11,000 stranded patients, migrant workers in Vellore still waiting to be sent back home

“The home states of the stranded people are working out arrangements to facilitate their return,” Vellore SP Pravesh Kumar told The New Indian Express on Tuesday.
Vellore district collector A Shanmuga Sundaram interacting with the stranded vehicle crew who returned after dropping CMC patients (Photo by special arrangement)
Vellore district collector A Shanmuga Sundaram interacting with the stranded vehicle crew who returned after dropping CMC patients (Photo by special arrangement)

VELLORE: Around 11,000 people from various states continue to be stranded in Vellore district and have been frequently thronging the collectorate at Sathuvachari demanding that their return journey be expedited.
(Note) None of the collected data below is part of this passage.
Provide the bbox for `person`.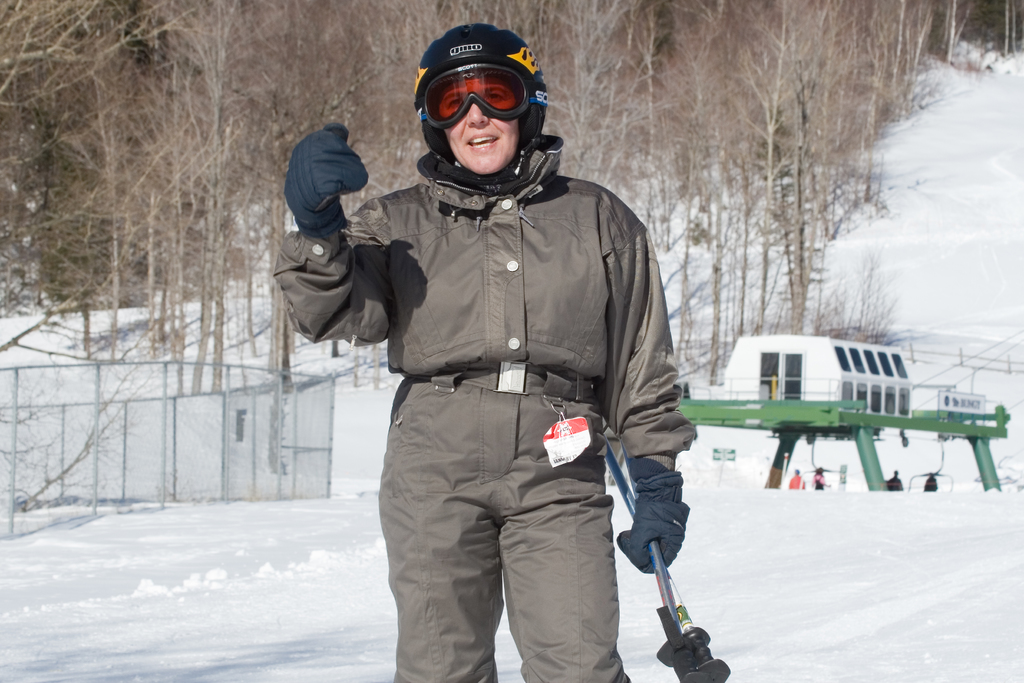
x1=883, y1=468, x2=905, y2=493.
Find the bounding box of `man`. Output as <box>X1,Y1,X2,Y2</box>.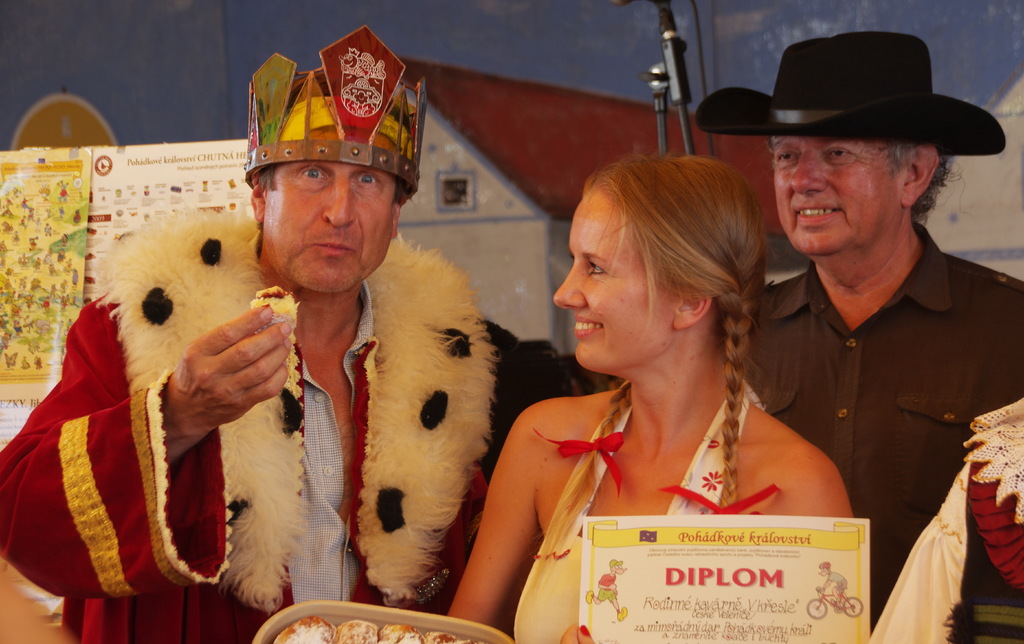
<box>0,24,563,643</box>.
“The home states of the stranded people are working out arrangements to facilitate their return,” Vellore SP Pravesh Kumar told The New Indian Express on Tuesday.

“We have nothing to do with arranging the transportation facility. It is the responsibility of the home states,” Pravesh Kumar noted, adding, "Our role stops with screening the stranded persons before boarding."

About 9,000 patients and their kin who visited CMC Hospital and 2100 migrant workers have been stranded in Vellore district ever since the lockdown came into effect in March. Most of them are from north and northeastern states.

Recently, several patients and their attendants left for their home states after arranging ambulances and cabs.

However, the crew of the ambulances and cabs ran into trouble as they were blocked by local authorities in Odisha and Jharkhand. They were allowed to go only after the Tamil Nadu government had intervened and took up the matter with the state governments.

The Vellore district administration had instructed the owners of lodges/mansions not to oust them for not paying the rental charges. The district authorities, earlier, declared that the district administration would bear 25 per cent, the owners of the lodges/mansions another 25 per cent of the costs while the home states of the stranded people must bear the remaining 50 per cent.

However, a man went to the Madras High Court challenging the order and the court had issued a stay on it.